Fortescue puts aside $400m for new hydrogen, wind and solar projects

chichester solar farm alinta pilbara fortescue
Chichester solar farm: Source: Alinta.

Fortescue Metals is set to funnel at least $400 million into renewable energy technologies such as wind, solar and green hydrogen, as it ramps up its push to be one of the world’s biggest clean energy companies.

That would come on top of around $100 million of investment this financial year. If the iron ore price remains high, the $400 million figure could be several hundred million dollars higher by the end of the financial year.

The iron ore miner unveiled a massive half year profit on Thursday of more than $4 billion, thanks to sky high iron ore prices. It’s been a bumper year for all Australian iron or miners, thanks rocketing demand from China and little competition from the other main iron ore producing country, Brazil. Fellow iron ore producers Rio Tinto and BHP have announced similarly massive profits this month.

All three miners used the profits to fund big interim dividends for shareholders. But unlike the other two, Fortescue will also use them to help fund the start of its bold plans to build at least 300 gigawatts, and possibly an almost absurdly large 1000 gigawatts, of renewably-generated capacity around the world. That capacity would largely be used to manufacture green hydrogen.

See: Why green hydrogen needs giant egos like Twiggy Forrest

Chief executive Elizabeth Gaines said Fortescue would put aside 10 per cent of net profit after tax into renewable projects, through the company’s subsidiary firm Fortescue Future Industries. That 10 per cent amounts to $400 million this half, but will also include whatever profit the company generates between January and the end of June.

Ms Gaines said the 10 per cent figure is a set policy and will continue in the coming years. Another 10 per cent of profit will go into new minerals ventures, while 50 to 80 per cent will go back to shareholders.

Ms Gaines said hydrogen was the ultimate focus, though investment in wind and solar will be necessary to manufacture it in a clean way. “Green hydrogen is the purest source of energy in the world and if we can improve and scale the technology, we can replace a significant portion of global emissions. So that is the driver and focus for us.”

But she said the 10 per cent allocation to Fortescue Future Industries was not free of conditions.

“The intention to allocate up to 10 per cent of net profit after tax is … a capital allocation framework. There will still be a process of assessing the studies work that we are going to do, and really that’s a competition for capital. But this does give a broad framework.

“But importantly, it facilitates the progression of these very exciting and important diversification opportunities for Fortescue.”

“There are some great opportunities that the team are developing, and when it comes to the appropriate time to allocate capital, we will assess that within our disciplined capital allocation framework.”

Fortescue Future Industries, the brainchild of Fortescue founder, chairman and biggest single shareholder Andrew Forrest, is currently in the very early stages of development, and Ms Gaines gave no detail on concrete projects.

Last year, Forrest took a team of around 50 executives on a whirlwind tour of the globe, visiting almost 50 countries where he met with politicians and business people to discuss potential projects. In the Pilbara alone he has said he wants to build 40GW of renewable capacity – which is almost as much as the total existing capacity of Australia’s main energy grid.

The world tour resulted in a string of early stage deals with Chinese, Indonesian and Japanese parties. Among them was a memorandum of understanding with Japanese firms Kawasaki Heavy Industries and Iwatani Corporation to develop a business model for the supply of liquid hydrogen into Japan.

Closer to home, Fortescue announced in November it was investigating with the Tasmanian Government building a 250MW green hydrogen plant at the Bell Bay Industrial Precinct, which would then be used to manufacture green ammonia.

“Subject to detailed feasibility analysis, the Tasmania Project will be an important step in demonstrating our intention to position Australia at the forefront of the establishment of a bulk export market for green hydrogen,” Ms Gaines said at the time.

Fortescue is also aiming to reduce its operational emissions to zero by 2040, and is building solar farms to power its mines. A 60MW solar farm at Chichester is under construction and nearly complete (pictured above), and it has another 150MW solar farm and big battery planned at its other iron ore projects.

Forrest is also an investor with Mike Cannon-Brookes in the Sun Cable project, a $22 billion plan to build 10GW of solar capacity in Northern Territory and an undersea transmission line to carry the electricity to Singapore.

 

James Fernyhough is a reporter at RenewEconomy. He has worked at The Australian Financial Review and the Financial Times, and is interested in all things related to climate change and the transition to a low-carbon economy.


- WHAT YOU SHOULD DO: Your answer should consist of the lines in the listing that hold "true".

- RECORDS SHOWN:
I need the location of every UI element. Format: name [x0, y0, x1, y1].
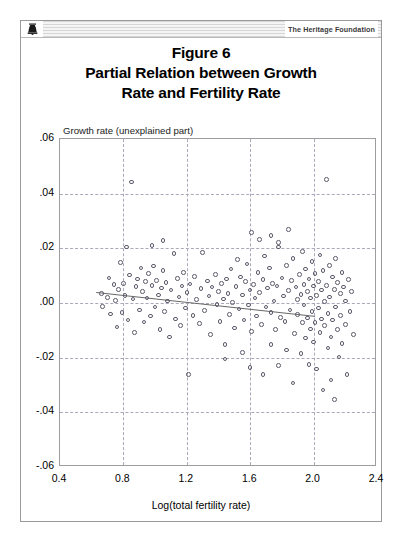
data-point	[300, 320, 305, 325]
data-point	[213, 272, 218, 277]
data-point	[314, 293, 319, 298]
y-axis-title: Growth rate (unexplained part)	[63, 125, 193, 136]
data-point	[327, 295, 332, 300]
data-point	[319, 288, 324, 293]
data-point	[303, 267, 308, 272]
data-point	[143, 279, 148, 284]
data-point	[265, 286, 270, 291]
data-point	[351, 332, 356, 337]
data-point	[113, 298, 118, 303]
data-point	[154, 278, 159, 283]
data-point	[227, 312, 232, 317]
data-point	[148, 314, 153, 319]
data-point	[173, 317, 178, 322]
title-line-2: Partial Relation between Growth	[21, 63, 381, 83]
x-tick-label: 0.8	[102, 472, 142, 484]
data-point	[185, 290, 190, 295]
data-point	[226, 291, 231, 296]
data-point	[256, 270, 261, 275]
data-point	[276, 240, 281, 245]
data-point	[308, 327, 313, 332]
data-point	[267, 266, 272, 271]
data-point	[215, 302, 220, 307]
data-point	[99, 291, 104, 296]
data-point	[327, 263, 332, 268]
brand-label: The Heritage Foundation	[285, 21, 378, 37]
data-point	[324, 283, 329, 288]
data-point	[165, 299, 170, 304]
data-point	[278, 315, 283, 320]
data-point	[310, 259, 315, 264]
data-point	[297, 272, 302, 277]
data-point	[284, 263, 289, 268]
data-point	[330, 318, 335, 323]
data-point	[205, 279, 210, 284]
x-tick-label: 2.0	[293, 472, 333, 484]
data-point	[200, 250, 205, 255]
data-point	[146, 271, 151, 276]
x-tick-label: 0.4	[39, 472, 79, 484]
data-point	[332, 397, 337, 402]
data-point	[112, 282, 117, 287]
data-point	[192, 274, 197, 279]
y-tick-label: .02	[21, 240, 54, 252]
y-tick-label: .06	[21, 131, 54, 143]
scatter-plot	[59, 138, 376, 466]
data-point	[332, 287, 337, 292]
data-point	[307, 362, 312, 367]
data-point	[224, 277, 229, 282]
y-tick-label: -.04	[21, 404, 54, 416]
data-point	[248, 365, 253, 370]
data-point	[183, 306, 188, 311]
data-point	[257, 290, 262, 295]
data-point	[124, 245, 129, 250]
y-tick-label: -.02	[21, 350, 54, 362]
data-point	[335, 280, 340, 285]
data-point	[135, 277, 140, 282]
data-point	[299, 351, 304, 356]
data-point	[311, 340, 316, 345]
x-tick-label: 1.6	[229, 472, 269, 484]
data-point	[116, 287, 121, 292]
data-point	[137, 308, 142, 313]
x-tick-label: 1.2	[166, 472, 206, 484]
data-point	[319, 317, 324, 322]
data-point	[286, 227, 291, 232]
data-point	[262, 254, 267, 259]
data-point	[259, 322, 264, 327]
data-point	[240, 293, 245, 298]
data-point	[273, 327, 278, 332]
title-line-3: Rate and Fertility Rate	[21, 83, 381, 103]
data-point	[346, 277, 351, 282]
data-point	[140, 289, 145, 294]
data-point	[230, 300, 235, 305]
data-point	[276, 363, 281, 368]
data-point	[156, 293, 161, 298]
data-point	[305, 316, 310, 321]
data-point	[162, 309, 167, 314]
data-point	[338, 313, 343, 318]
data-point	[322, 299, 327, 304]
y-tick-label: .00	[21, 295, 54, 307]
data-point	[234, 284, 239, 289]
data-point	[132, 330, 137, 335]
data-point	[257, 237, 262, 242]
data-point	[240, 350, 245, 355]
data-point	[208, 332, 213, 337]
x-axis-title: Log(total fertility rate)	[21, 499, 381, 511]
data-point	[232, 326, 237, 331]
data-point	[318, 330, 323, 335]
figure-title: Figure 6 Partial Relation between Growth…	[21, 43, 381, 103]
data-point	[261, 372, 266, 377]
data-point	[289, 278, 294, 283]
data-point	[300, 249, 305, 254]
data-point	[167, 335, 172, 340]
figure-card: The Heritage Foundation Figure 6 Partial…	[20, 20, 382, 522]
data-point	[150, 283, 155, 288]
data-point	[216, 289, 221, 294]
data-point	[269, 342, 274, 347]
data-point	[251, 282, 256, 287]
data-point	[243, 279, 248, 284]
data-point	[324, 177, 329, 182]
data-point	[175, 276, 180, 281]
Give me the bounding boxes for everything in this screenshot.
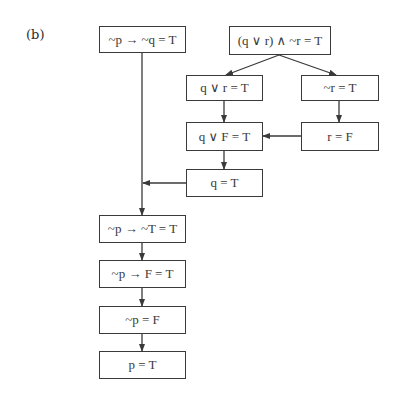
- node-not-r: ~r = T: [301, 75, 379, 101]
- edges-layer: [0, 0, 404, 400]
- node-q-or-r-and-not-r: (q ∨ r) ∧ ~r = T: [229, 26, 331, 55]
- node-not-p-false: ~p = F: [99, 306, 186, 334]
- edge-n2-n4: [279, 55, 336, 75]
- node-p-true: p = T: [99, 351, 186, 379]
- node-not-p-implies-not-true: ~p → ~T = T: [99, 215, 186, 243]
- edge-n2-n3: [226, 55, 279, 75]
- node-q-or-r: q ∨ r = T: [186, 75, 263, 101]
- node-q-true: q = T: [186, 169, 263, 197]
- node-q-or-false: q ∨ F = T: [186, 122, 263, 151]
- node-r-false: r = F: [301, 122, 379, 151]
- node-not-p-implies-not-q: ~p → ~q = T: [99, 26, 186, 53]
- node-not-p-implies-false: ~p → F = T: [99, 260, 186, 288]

* * *

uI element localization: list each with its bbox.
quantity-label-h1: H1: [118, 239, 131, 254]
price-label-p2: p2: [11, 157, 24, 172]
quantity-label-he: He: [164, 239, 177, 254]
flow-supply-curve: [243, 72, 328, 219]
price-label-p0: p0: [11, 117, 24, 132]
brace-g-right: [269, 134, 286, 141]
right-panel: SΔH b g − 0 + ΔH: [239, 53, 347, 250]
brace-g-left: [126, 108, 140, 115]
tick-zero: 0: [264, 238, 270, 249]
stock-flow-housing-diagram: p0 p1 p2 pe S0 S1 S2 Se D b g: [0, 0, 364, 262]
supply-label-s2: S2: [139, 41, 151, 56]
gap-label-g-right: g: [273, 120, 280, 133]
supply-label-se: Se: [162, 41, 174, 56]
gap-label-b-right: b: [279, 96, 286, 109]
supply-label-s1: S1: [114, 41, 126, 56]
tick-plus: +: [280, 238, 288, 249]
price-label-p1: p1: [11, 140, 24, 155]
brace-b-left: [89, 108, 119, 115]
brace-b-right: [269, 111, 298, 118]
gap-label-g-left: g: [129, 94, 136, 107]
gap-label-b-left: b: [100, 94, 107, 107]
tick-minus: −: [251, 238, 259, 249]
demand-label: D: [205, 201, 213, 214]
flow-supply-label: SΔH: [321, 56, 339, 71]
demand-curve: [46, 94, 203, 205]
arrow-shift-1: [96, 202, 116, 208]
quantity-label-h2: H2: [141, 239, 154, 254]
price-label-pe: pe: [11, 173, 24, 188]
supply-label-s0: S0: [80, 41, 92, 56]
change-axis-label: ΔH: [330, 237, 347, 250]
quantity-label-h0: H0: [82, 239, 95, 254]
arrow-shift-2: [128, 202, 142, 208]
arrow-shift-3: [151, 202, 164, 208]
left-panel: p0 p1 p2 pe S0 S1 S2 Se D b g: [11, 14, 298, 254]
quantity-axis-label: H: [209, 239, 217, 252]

- EXERCISE SOLUTION:
- node-p-true: p = T: [99, 351, 186, 379]
- node-not-p-implies-not-true: ~p → ~T = T: [99, 215, 186, 243]
- node-q-true: q = T: [186, 169, 263, 197]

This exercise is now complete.